- The EU Parliament is pushing for an agreement on the child sexual abuse (CSAM) scanning bill, according to a leaked memo
- According to the Council Legal Service, the proposal still violates fundamental human rights in its current form
- The Danish version of the so-called Chat Control could be adopted as early as October 14, 2025
According to a leaked memo, the EU Parliament is pushing to reach an agreement on the disputed child sexual abuse (CSAM) scanning proposal.
As reported by digital rights group Netzpolitik, during the meeting held on July 11, the Parliament threatened to block an extension of the current voluntary scanning interim regulation – a temporary law that enables messaging providers to scan their users’ chats if they wish so – unless the Council agrees to mandatory scanning.
“This political blackmail forces a bad choice and contradicts the Parliament’s own stated position against mass scanning,” former MEP for the German Pirate Party, Patrick Breyer, told TechRadar.
Denmark has reintroduced the controversial bill on the first day of its EU Presidency. Now, new obligations for all messaging services in Europe to scan users’ chats could be adopted as early as October.
“A more radical version”
First proposed in May 2022, what critics deemed Chat Control aims to halt the spread of CSAM content online by scanning all communications, especially encrypted ones.
Over the years, however, the proposal has seen some twists and turns as privacy advocates, technologists, and even politicians raised concerns.
Experts are especially worried that these new scanning obligations will end up undermining encryption protections. A crucial security feature that the likes of WhatsApp, Signal, and Proton Mail use to scramble users’ online communications into an unreadable form and prevent unauthorized access.
As per its first version, all messaging software providers would be required to perform indiscriminate scanning of private messages to look for CSAM. The backlash was strong, with the European Court of Human Rights proceeding to ban all legal efforts to weaken the encryption of secure communications in Europe.
In June 2024, Belgium proposed a new, more compromising text to target only shared photos, videos, and URLs, with users’ permission. In February 2025, Poland tried to find a better compromise by making encrypted chat scanning voluntary and classified as “prevention.”
Yet, according to Breyer, the Danish proposal is the “more radical version” so far. “This proposal includes the mandatory mass scanning of private communications and aims to break secure encryption by forcing client-side scanning into your messaging apps. Tellingly, government and military accounts will be exempt from this intrusive and unreliable scanning,” he explains.

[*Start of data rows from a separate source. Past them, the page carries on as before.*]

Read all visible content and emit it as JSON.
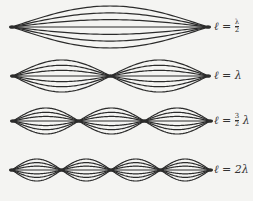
{
  "diagram": {
    "stroke_color": "#2b2b2b",
    "rows": [
      {
        "label_var": "ℓ =",
        "label_num": "λ",
        "label_den": "2",
        "label_suffix": "",
        "cy": 27,
        "amp": 21,
        "x0": 12,
        "x1": 208,
        "loops": 1
      },
      {
        "label_var": "ℓ = λ",
        "label_num": "",
        "label_den": "",
        "label_suffix": "",
        "cy": 76,
        "amp": 16,
        "x0": 13,
        "x1": 208,
        "loops": 2
      },
      {
        "label_var": "ℓ =",
        "label_num": "3",
        "label_den": "2",
        "label_suffix": "λ",
        "cy": 121,
        "amp": 13,
        "x0": 13,
        "x1": 210,
        "loops": 3
      },
      {
        "label_var": "ℓ = 2λ",
        "label_num": "",
        "label_den": "",
        "label_suffix": "",
        "cy": 170,
        "amp": 11,
        "x0": 12,
        "x1": 210,
        "loops": 4
      }
    ]
  }
}
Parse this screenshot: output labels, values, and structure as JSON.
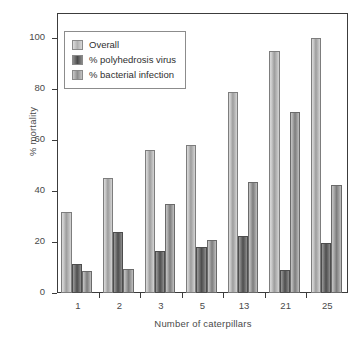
{
  "chart_data": {
    "type": "bar",
    "title": "",
    "xlabel": "Number of caterpillars",
    "ylabel": "% mortality",
    "categories": [
      "1",
      "2",
      "3",
      "5",
      "13",
      "21",
      "25"
    ],
    "ylim": [
      0,
      110
    ],
    "yticks": [
      0,
      20,
      40,
      60,
      80,
      100
    ],
    "ytick_labels": [
      "0",
      "20",
      "40",
      "60",
      "80",
      "100"
    ],
    "grid": false,
    "legend_position": "upper-left",
    "series": [
      {
        "name": "Overall",
        "color": "#b0b0b0",
        "values": [
          32,
          45,
          56,
          58,
          79,
          95,
          100
        ]
      },
      {
        "name": "% polyhedrosis virus",
        "color": "#4a4a4a",
        "values": [
          11.5,
          24,
          16.5,
          18,
          22.5,
          9,
          19.5
        ]
      },
      {
        "name": "% bacterial infection",
        "color": "#8d8d8d",
        "values": [
          8.5,
          9.5,
          35,
          21,
          43.5,
          71,
          42.5
        ]
      }
    ]
  },
  "legend": {
    "items": [
      {
        "label": "Overall"
      },
      {
        "label": "% polyhedrosis virus"
      },
      {
        "label": "% bacterial infection"
      }
    ]
  }
}
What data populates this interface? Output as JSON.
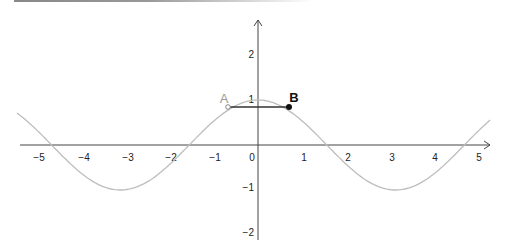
{
  "chart_data": {
    "type": "line",
    "title": "",
    "xlabel": "",
    "ylabel": "",
    "xlim": [
      -5.5,
      5.3
    ],
    "ylim": [
      -2.3,
      2.5
    ],
    "grid": false,
    "x_ticks": [
      -5,
      -4,
      -3,
      -2,
      -1,
      0,
      1,
      2,
      3,
      4,
      5
    ],
    "y_ticks": [
      2,
      1,
      -1,
      -2
    ],
    "x_tick_labels": [
      "−5",
      "−4",
      "−3",
      "−2",
      "−1",
      "0",
      "1",
      "2",
      "3",
      "4",
      "5"
    ],
    "y_tick_labels": [
      "2",
      "1",
      "−1",
      "−2"
    ],
    "series": [
      {
        "name": "f(x) = cos(x)",
        "color": "#bdbdbd",
        "x_range": [
          -5.5,
          5.3
        ]
      }
    ],
    "points": [
      {
        "name": "A",
        "x": -0.7,
        "y": 0.76,
        "style": "open",
        "color": "#999999"
      },
      {
        "name": "B",
        "x": 0.7,
        "y": 0.76,
        "style": "filled",
        "color": "#111111"
      }
    ],
    "segments": [
      {
        "from": "A",
        "to": "B",
        "color": "#333333"
      }
    ]
  },
  "labels": {
    "point_a": "A",
    "point_b": "B",
    "x_ticks": [
      "−5",
      "−4",
      "−3",
      "−2",
      "−1",
      "0",
      "1",
      "2",
      "3",
      "4",
      "5"
    ],
    "y_ticks": [
      "2",
      "1",
      "−1",
      "−2"
    ]
  }
}
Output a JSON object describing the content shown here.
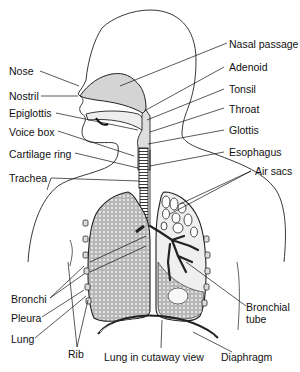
{
  "diagram": {
    "labels": {
      "nose": "Nose",
      "nostril": "Nostril",
      "epiglottis": "Epiglottis",
      "voice_box": "Voice box",
      "cartilage_ring": "Cartilage ring",
      "trachea": "Trachea",
      "nasal_passage": "Nasal passage",
      "adenoid": "Adenoid",
      "tonsil": "Tonsil",
      "throat": "Throat",
      "glottis": "Glottis",
      "esophagus": "Esophagus",
      "air_sacs": "Air sacs",
      "bronchi": "Bronchi",
      "pleura": "Pleura",
      "lung": "Lung",
      "rib": "Rib",
      "lung_cutaway": "Lung in cutaway view",
      "diaphragm": "Diaphragm",
      "bronchial_tube_line1": "Bronchial",
      "bronchial_tube_line2": "tube"
    },
    "colors": {
      "ink": "#111111",
      "lung_fill": "#c9c9c9",
      "nasal_fill": "#d4d4d4",
      "background": "#ffffff"
    }
  }
}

🇬🇧🚨Leak: Many countries that said NO to #ChatControl in 2024 are now undecided—even though the 2025 plan is even more extreme!🗳️ The vote is THIS October.👉 Tell your government to #StopChatControl!Act now: https://t.co/vmOjnucT9i pic.twitter.com/DmfUqn5amkJuly 31, 2025
The leaked memo also confirms that the EU Council Legal Service still believes the current proposal violates Europeans’ fundamental rights as “the core problems of access to communication for potentially all users remained unchanged.”
Moreover, many countries that opposed Chat Control in 2024 seem to be leaning towards an agreement. The nations welcoming and supporting the Danish proposal include Italy, Spain, and Hungary. France also said that “it could essentially support the proposal.”
Belgium, Estonia, Finland, Germany, Greece, Slovenia, Luxembourg, and Romania currently remain undecided or in need of a review with their local parliament.
All the governments need to finalize their evaluations by September 12, when the next meeting is set to take place. The goal, however, is to finally deliberate on the bill on October 14 (see page 31 of the agenda).
What’s certain is that the push for having legal access to citizens’ encrypted data is a major priority for EU lawmakers. At the end of last June, the EU Commission also published the first step within its ProtectEU strategy, which looked to enable law enforcement bodies to decrypt your private data by 2030.